Sacrifice is key to Earth’s well-being

I have a confession to make.

I have a confession to make.

Some months ago, a neighbor circulated a petition in my neighborhood asking the City of Bainbridge Island to grant her a waiver from current waterfront development restrictions; she wants to shore and/or build up her bulkhead, which, apparently, under current guidelines she is not allowed to do.

I signed that petition because I very much value good neighborly relations. I thought it was the polite and supportive thing to do. And while I still want to encourage and maintain polite and supportive relations with that particular neighbor, and all of my neighbors, I wish I hadn’t signed that petition. That’s because even as I was signing it my little voice of conscience was whispering, “But what about the environmental impact of bulkheads?…

I’ve been thinking a lot about my regret since reading The Review’s Aug. 2 article, “Islands split over shorelines.” That article focused on our community’s spectrum of responses to proposed restrictions on shoreline development.
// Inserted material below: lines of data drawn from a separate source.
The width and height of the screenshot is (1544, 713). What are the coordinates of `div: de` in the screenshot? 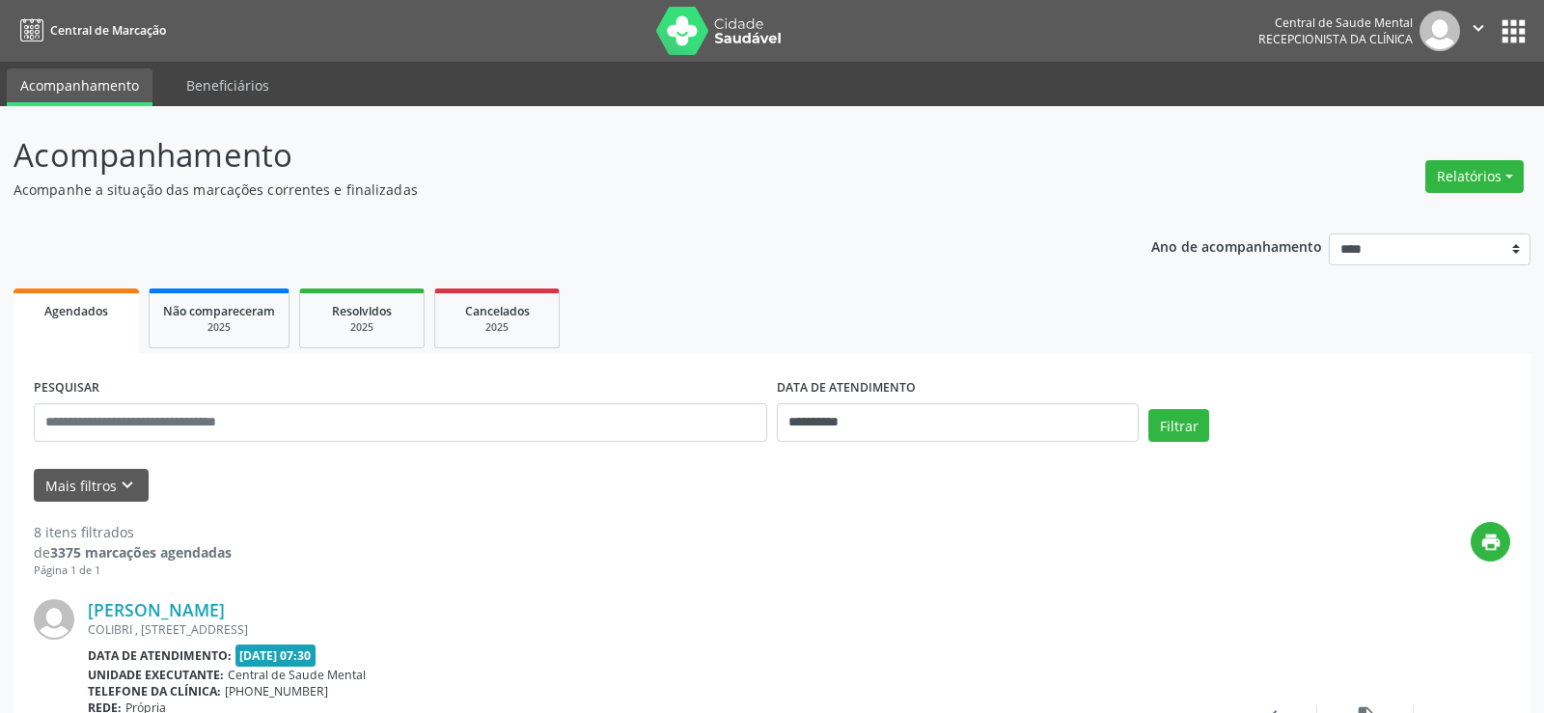 It's located at (132, 552).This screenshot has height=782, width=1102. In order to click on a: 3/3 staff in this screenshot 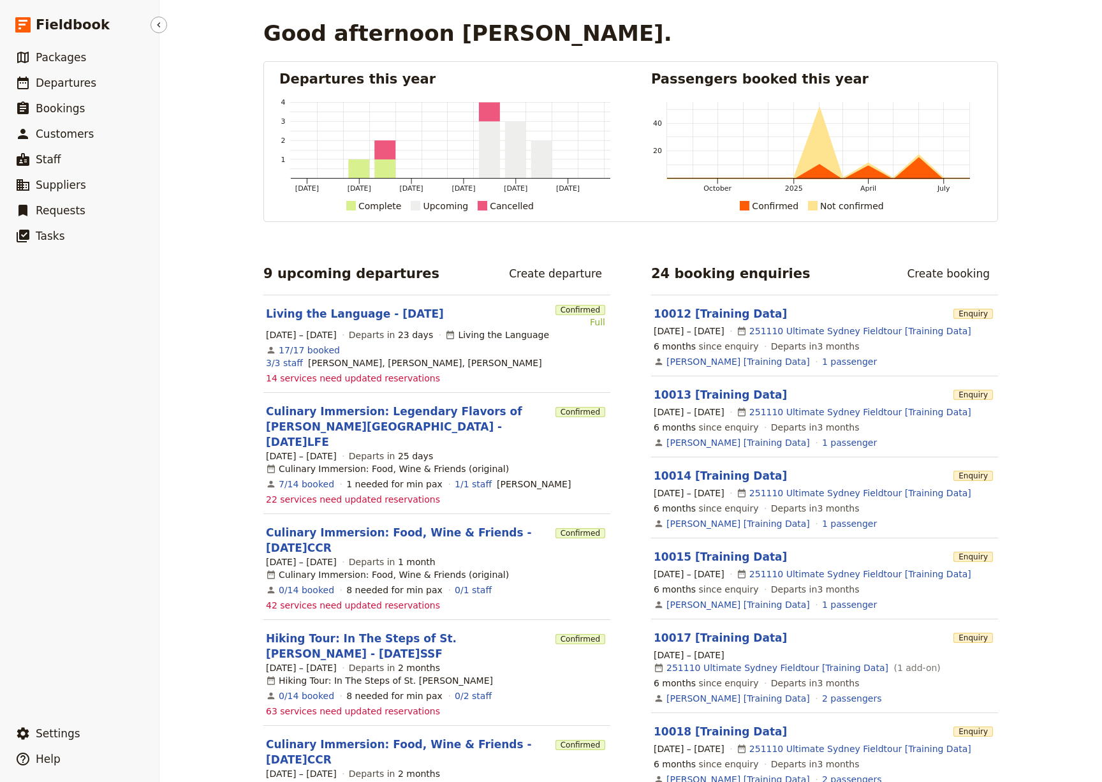, I will do `click(284, 363)`.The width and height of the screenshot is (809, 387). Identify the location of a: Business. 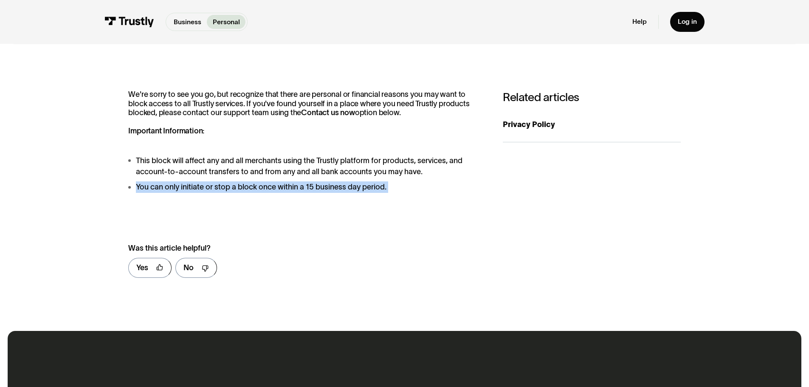
(187, 22).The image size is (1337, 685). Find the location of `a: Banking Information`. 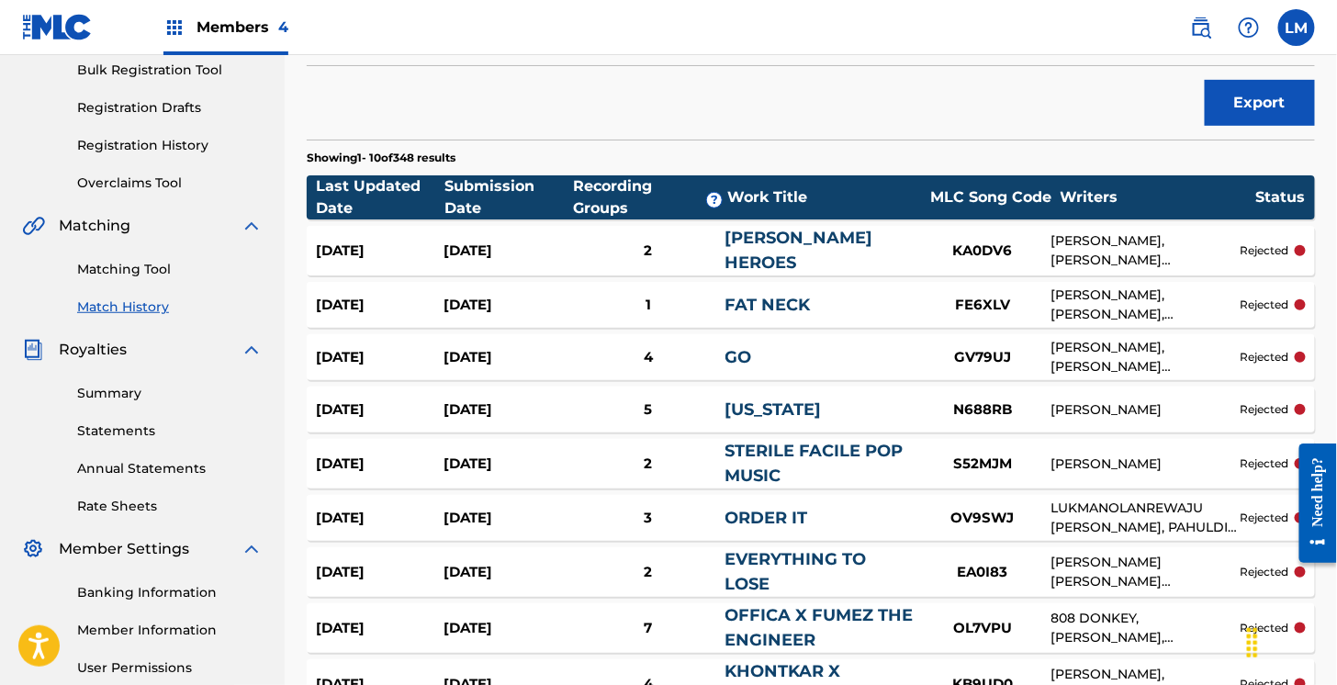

But it could just as easily have been about the spectrum of responses from individuals, or indeed entire nations, to any number of environmental protection proposals and efforts.

At one end of the spectrum are those who protest limits placed on their property rights and/or their lifestyles even in the face of potential or current environmental ill. And at the other end of the spectrum are those willing to make bold changes precisely for the sake of environmental protection.

I imagine most of us fall somewhere between the two ends of the spectrum regarding environmental protection; few choices or proposals are seen in black-and-white terms. How much, and what, we are willing to change and sacrifice depends upon how immediate and grave we perceive any particular environmental issue.

My dilemma with my neighbor’s petitions is a fine-enough case in point. I was torn, to be sure, but I chose to sign the petition (so as not to risk her disappointment) instead of doing what I really consider to be the better choice – not signing the petition. (Yes, I think these bulkheads threaten the health of Puget Sound.)

As I think about the similar dilemmas any of us face, I am aware of the uncomfortable and ever looming irony in environmental protection matters: the more we try to maintain our primarily self-oriented lifestyles (the less willing we are to change our environmentally damaging ways), the more our environmental troubles are exacerbated, and the more difficult it is to protect our property and our practices…. A deadly cycle for all the life on this planet.

But cycles can be broken. And confessions can be followed by repentance. Has the time not come (let’s hope it’s not too late), when more of us, more often, can and should move ever closer to the end of spectrum that places greater value on choosing and doing what benefits Earth’s whole web of life? That end of the spectrum is, after all, ultimately in our own best interest.

Long-time Bainbridge resident Jennifer Merrill is an active member of Eagle Harbor Congressional Church.